For a show that has its audience in stitches, “Ha Ha Ha Ha Ha Ha Ha” is not without solemnity. On a recent evening, its sole performer, Julia Masli, called a spectator “the symbol of evil.” Another was “a symbol of the futility of mankind.” No matter: The crowd was doubled over from beginning to end. Was it the Estonia-born Masli’s strongly accented English? Her tone, which ranged from deceptively blank to deceptively sweet?
To be fair, these remarks landed in the general context of Masli trying to help people. In her breakthrough show, a hit last year at Edinburgh Fringe and now running at SoHo Playhouse in Manhattan, she goes up to audience members and simply asks, “Problem?” Then she proceeds to offer a solution.
Early in the evening, someone just as simply answered, “Sleep.” So Masli took him onstage, gave him an eye mask and had him lie down on a chaise longue, where he stayed for the remainder of the show. Another man revealed dating frustrations: “Gay men are insufferable,” he said. Masli appeared confounded, or at least acted that way, and replied, “I don’t know what to say.” Twice she made us hug our neighbors.
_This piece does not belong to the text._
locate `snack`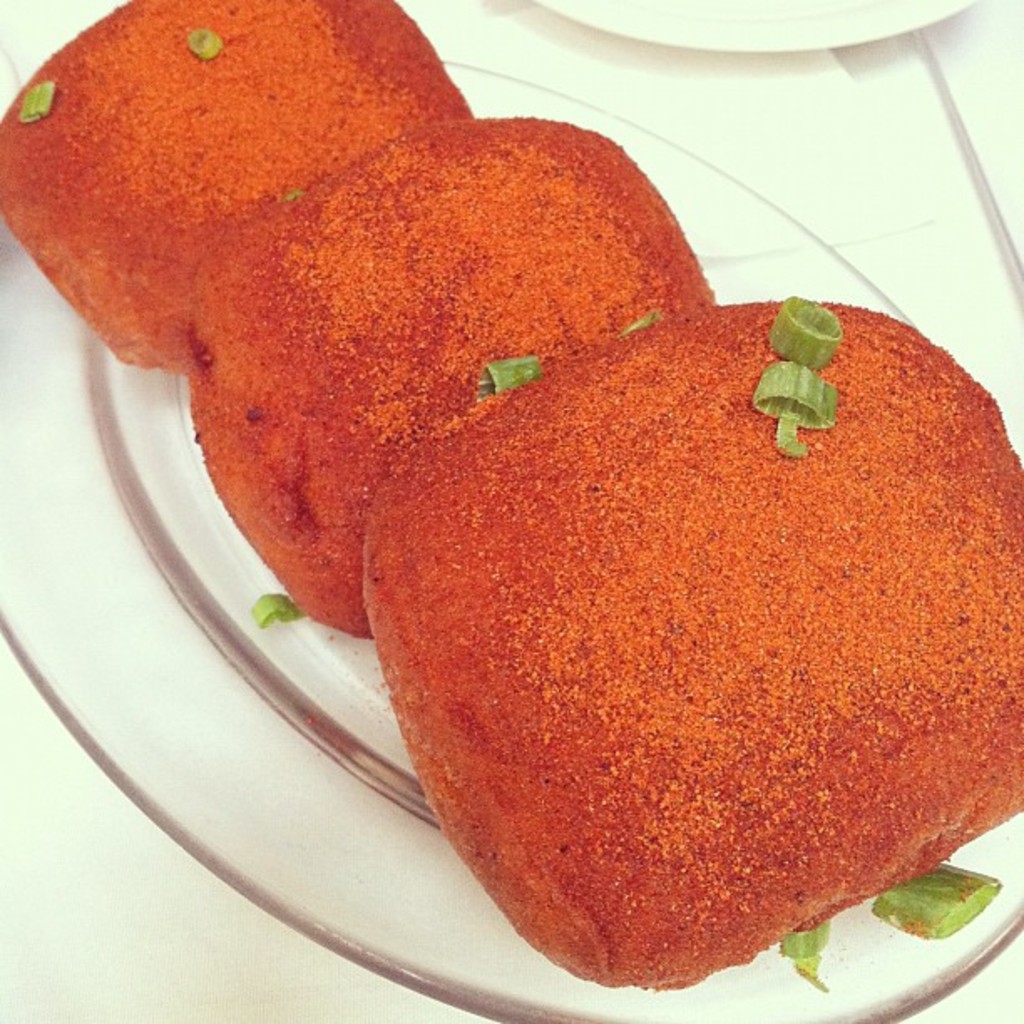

Moving up and down a single aisle with a discernible deliberateness, Masli projected a persona that was halfway between curious child and ingenuous alien just landed on Earth — that she is among us but not like us is reinforced by her having a golden mannequin leg for a left arm, with a mic attached at the end. Her otherworldliness is underlined by the work of the sound designer Alessio Festuccia and the sound tech Jonny Woolley, which creates an eerie mood that can turn discordant unexpectedly, and peaks in a fantastic coup de remix that shouldn’t be spoiled.
Masli wants to be of assistance, but her facade of naïveté leaves plenty of room for impishness. She is clown, comedian and trickster, revealing people to themselves and others, but also making them do her bidding. That last feat is quite impressive: The theatergoers may think of themselves as game for anything, but a more cynical observer might also marvel at the degree of obedience, and muse, “So that’s how cults are born.”
That dark undercurrent permeates the show, which Masli directed with the performance artist Kim Noble. It’s often poignant, sometimes grim, with stories of loneliness and estrangement repeatedly coming up at the performance I attended — people are asked about their problems, after all, not about their hobbies or achievements.
This theme and Masli’s Expressionist stage presence make “Ha Ha Ha Ha Ha Ha Ha” feel like comedy filtered through a European tradition of absurdist clowning that is not often experienced stateside, save for productions of “Waiting for Godot,” for example, or the family-friendly and sneakily melancholy “Slava’s Snowshow.” Yet Masli only dips a toe in those murky existential depths, before retreating into audience-friendly whimsy. Of course, it’s hard to complain that a show is too nice, but in this case it’s equally hard to shake the nagging feeling that “Ha Ha Ha Ha Ha Ha Ha” could be so much more.
Ha Ha Ha Ha Ha Ha Ha
Through June 8 at SoHo Playhouse, Manhattan; sohoplayhouse.com. Running time: 1 hour 5 minutes.